For my part, I found something rewarding in the discomfort of those moments with our Catholic friend, and I wonder if more “discomfort” is needed in our encounters with the religious other. Of course, I don’t mean “discomfort” in a negative sense, as a striving for something unpleasant or harmful. Rather, I wonder if we can think of discomfort as challenging and, ideally, even ultimately generative and rewarding. I am reminded here of Jonathan Sacks’ words on “conversation” as a conduit for acknowledging and wrestling with difference:
In a conversation neither side loses and both are changed, because they now know what reality looks like from a different perspective. That is not to say that either gives up its previous convictions. That is not what conversation is about. It does mean, however, that I may now realize that I must make space for another deeply held belief, and if my own case has been compelling, the other side may understand that it too must make space for mine.

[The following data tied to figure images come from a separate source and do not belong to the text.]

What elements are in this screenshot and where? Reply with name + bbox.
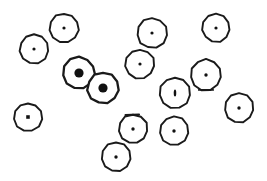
circle-marker: [14, 104, 42, 131]
circle-marker: [50, 14, 79, 42]
circle-marker: [125, 50, 154, 78]
circle-center-dot: [114, 155, 117, 158]
scatter-canvas: [0, 0, 267, 181]
circle-marker: [102, 142, 131, 170]
circle-center-dot: [98, 83, 107, 92]
circle-center-dot: [131, 127, 134, 130]
circle-marker: [119, 115, 147, 143]
circle-marker: [225, 93, 253, 122]
circle-center-dot: [138, 62, 141, 65]
circle-center-dot: [214, 26, 217, 29]
circle-marker: [20, 34, 48, 63]
circle-center-dot: [74, 68, 83, 77]
circle-center-dot: [174, 89, 177, 96]
circle-center-dot: [172, 129, 175, 132]
circle-marker: [160, 116, 188, 144]
circle-center-dot: [237, 106, 240, 109]
circle-marker: [191, 59, 221, 90]
circle-marker: [202, 14, 229, 42]
circle-center-dot: [204, 73, 207, 76]
circle-center-dot: [62, 26, 65, 29]
circle-center-dot: [150, 31, 153, 34]
circle-markers-layer: [14, 14, 253, 171]
circle-center-dot: [32, 47, 35, 50]
circle-marker: [160, 78, 190, 108]
circle-marker: [138, 18, 167, 48]
circle-scatter-plot: [0, 0, 267, 181]
circle-center-dot: [26, 115, 30, 119]
circle-marker: [87, 73, 119, 103]
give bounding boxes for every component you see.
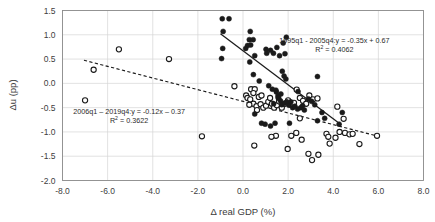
data-point-open [116,47,121,52]
y-tick-label: -1.5 [41,151,56,161]
x-axis-tick-labels: -8.0-6.0-4.0-2.00.02.04.06.08.0 [55,186,430,196]
data-point-filled [287,121,292,126]
data-point-filled [251,72,256,77]
data-point-filled [315,74,320,79]
data-point-filled [337,122,342,127]
data-point-filled [273,121,278,126]
data-point-filled [243,46,248,51]
data-point-open [327,141,332,146]
data-point-open [247,102,252,107]
data-point-open [326,134,331,139]
data-point-open [199,134,204,139]
data-point-filled [268,124,273,129]
annotation-period-2-r2: R2 = 0.3622 [110,115,148,125]
data-point-open [297,116,302,121]
data-point-open [374,133,379,138]
data-point-filled [252,53,257,58]
y-tick-label: 0.0 [44,78,56,88]
data-point-filled [251,37,256,42]
data-point-filled [288,99,293,104]
scatter-chart: 1.51.00.50.0-0.5-1.0-1.5-2.0 -8.0-6.0-4.… [0,0,435,222]
data-point-open [299,137,304,142]
data-point-filled [219,56,224,61]
data-point-filled [220,16,225,21]
x-tick-label: 2.0 [282,186,294,196]
data-point-filled [340,110,345,115]
x-tick-label: -2.0 [191,186,206,196]
data-point-open [316,152,321,157]
data-point-filled [221,29,226,34]
data-point-open [232,84,237,89]
annotation-period-2-equation: 2006q1 – 2019q4:y = -0.12x – 0.37 [73,107,185,116]
y-tick-label: -1.0 [41,127,56,137]
data-point-filled [274,45,279,50]
y-tick-label: 1.5 [44,6,56,16]
data-point-filled [315,118,320,123]
data-point-filled [302,108,307,113]
data-point-filled [247,59,252,64]
data-point-open [82,98,87,103]
y-tick-label: -0.5 [41,103,56,113]
data-point-filled [227,16,232,21]
data-point-filled [271,51,276,56]
data-point-filled [252,111,257,116]
x-tick-label: 8.0 [418,186,430,196]
data-point-filled [263,122,268,127]
y-tick-label: -2.0 [41,176,56,186]
y-axis-tick-labels: 1.51.00.50.0-0.5-1.0-1.5-2.0 [41,6,56,186]
data-point-open [285,146,290,151]
data-point-open [252,143,257,148]
series-2006q1-2019q4-points [82,47,379,163]
data-point-open [335,104,340,109]
data-point-open [251,90,256,95]
data-point-open [333,135,338,140]
data-point-open [289,133,294,138]
y-axis-title: Δu (pp) [7,79,18,110]
data-point-open [267,95,272,100]
x-tick-label: -4.0 [145,186,160,196]
x-tick-label: 4.0 [327,186,339,196]
data-point-filled [257,78,262,83]
data-point-filled [280,69,285,74]
data-point-filled [220,46,225,51]
data-point-filled [283,76,288,81]
data-point-open [269,134,274,139]
y-tick-label: 0.5 [44,54,56,64]
data-point-filled [273,88,278,93]
x-axis-title: Δ real GDP (%) [211,206,276,217]
data-point-filled [276,95,281,100]
x-tick-label: 0.0 [237,186,249,196]
data-point-filled [319,110,324,115]
data-point-filled [277,53,282,58]
x-tick-label: -6.0 [100,186,115,196]
data-point-open [294,130,299,135]
data-point-filled [271,101,276,106]
y-tick-label: 1.0 [44,30,56,40]
data-point-open [309,158,314,163]
annotation-period-1-r2: R2 = 0.4062 [315,44,353,54]
data-point-open [259,93,264,98]
annotation-period-1-equation: 1995q1 - 2005q4:y = -0.35x + 0.67 [279,36,389,45]
data-point-filled [296,89,301,94]
data-point-filled [248,42,253,47]
data-point-open [357,141,362,146]
chart-canvas: 1.51.00.50.0-0.5-1.0-1.5-2.0 -8.0-6.0-4.… [0,0,435,222]
x-tick-label: -8.0 [55,186,70,196]
data-point-open [306,151,311,156]
x-tick-label: 6.0 [372,186,384,196]
data-point-filled [248,29,253,34]
data-point-open [315,96,320,101]
data-point-open [341,116,346,121]
data-point-filled [322,116,327,121]
data-point-open [337,129,342,134]
data-point-open [350,131,355,136]
data-point-open [166,56,171,61]
data-point-filled [264,51,269,56]
data-point-filled [282,51,287,56]
data-point-filled [312,102,317,107]
data-point-open [91,67,96,72]
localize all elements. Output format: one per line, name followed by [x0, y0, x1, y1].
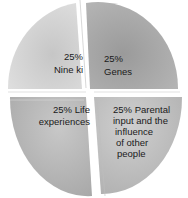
label-parental-input: 25% Parental input and the influence of …: [113, 104, 188, 159]
label-genes: 25% Genes: [104, 53, 164, 77]
label-line: of other: [113, 137, 188, 148]
label-nine-ki: 25% Nine ki: [40, 51, 83, 75]
label-line: experiences: [28, 116, 90, 127]
label-life-experiences: 25% Life experiences: [28, 104, 90, 127]
label-line: Genes: [104, 66, 164, 77]
label-line: 25%: [104, 53, 164, 64]
label-line: 25%: [40, 51, 83, 62]
label-line: people: [113, 148, 188, 159]
label-line: 25% Life: [28, 104, 90, 115]
label-line: 25% Parental: [113, 104, 188, 115]
slice-nine-ki: [8, 3, 82, 89]
label-line: influence: [113, 126, 188, 137]
label-line: Nine ki: [40, 64, 83, 75]
pie-chart: [0, 0, 188, 198]
label-line: input and the: [113, 115, 188, 126]
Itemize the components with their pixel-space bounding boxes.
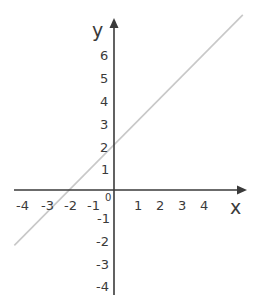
x-tick-label: -3 (41, 198, 54, 213)
y-tick-label: 2 (100, 140, 108, 155)
x-tick-label: -2 (64, 198, 77, 213)
y-tick-labels: 6 5 4 3 2 1 -1 -2 -3 -4 (96, 48, 110, 294)
coordinate-plane: y x 0 -4 -3 -2 -1 1 2 3 4 6 5 4 3 2 1 -1… (0, 0, 260, 308)
x-tick-label: 3 (178, 198, 186, 213)
y-tick-label: -2 (96, 234, 109, 249)
y-tick-label: 4 (100, 94, 108, 109)
x-tick-label: 2 (156, 198, 164, 213)
y-axis-label: y (92, 19, 103, 41)
x-tick-labels: -4 -3 -2 -1 1 2 3 4 (16, 198, 208, 213)
x-tick-label: 1 (134, 198, 142, 213)
x-tick-label: 4 (200, 198, 208, 213)
y-tick-label: -4 (96, 279, 109, 294)
origin-label: 0 (105, 192, 111, 203)
y-axis-arrow-icon (110, 18, 119, 28)
x-tick-label: -4 (16, 198, 29, 213)
y-tick-label: 5 (100, 71, 108, 86)
x-axis-label: x (230, 196, 241, 218)
y-tick-label: 1 (101, 162, 109, 177)
x-axis-arrow-icon (237, 186, 247, 195)
y-tick-label: 6 (100, 48, 108, 63)
y-tick-label: 3 (100, 117, 108, 132)
y-tick-label: -1 (97, 211, 110, 226)
y-tick-label: -3 (96, 257, 109, 272)
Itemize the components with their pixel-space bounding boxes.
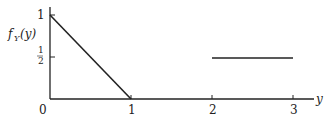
origin-label: 0	[39, 103, 47, 117]
density-segment-decreasing	[50, 15, 131, 99]
y-axis-label-arg: (y)	[20, 27, 36, 41]
chart-canvas: 1 1 2 f Y (y) 0 1 2 3 y	[0, 0, 327, 120]
y-tick-label-half-den: 2	[38, 56, 44, 66]
y-tick-label-half-num: 1	[38, 45, 44, 55]
density-chart: 1 1 2 f Y (y) 0 1 2 3 y	[0, 0, 327, 120]
y-tick-label-1: 1	[37, 8, 45, 22]
x-axis-label: y	[315, 92, 323, 106]
x-tick-label-1: 1	[128, 103, 136, 117]
x-tick-label-2: 2	[209, 103, 217, 117]
x-tick-label-3: 3	[290, 103, 298, 117]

That is how public morality is constructed in a plural society … by a sustained act of understanding and seeking to be understood across the boundaries of difference. (The Dignity of Difference, 2002, p. 83)
It may indeed be the case that, once we have the time to fully process what transpired, our class will conclude that our session on Catholicism was our most authentic interfaith (or ecumenical, as it were) “conversation” to date.
This further raises the issue of how we might learn to engage with those more distant from us as we do with those closer to us—say, how to converse openly with our Muslim friends just as we do with our Catholic friends. It may be an issue of timing or process, and indeed hospitality is paramount in encountering more disparate and socio–politically vulnerable others.
But these are questions worth considering, I think, and there are holy “struggles” worth pursuing nonetheless. I imagine, in the end, the relations we seek, both with those closer to home and with those more distant, are akin to what my twin boys share most of the time—a labored ability to love despite difference, to kick and argue and frustrate, but also in the very next moment to regard and embrace.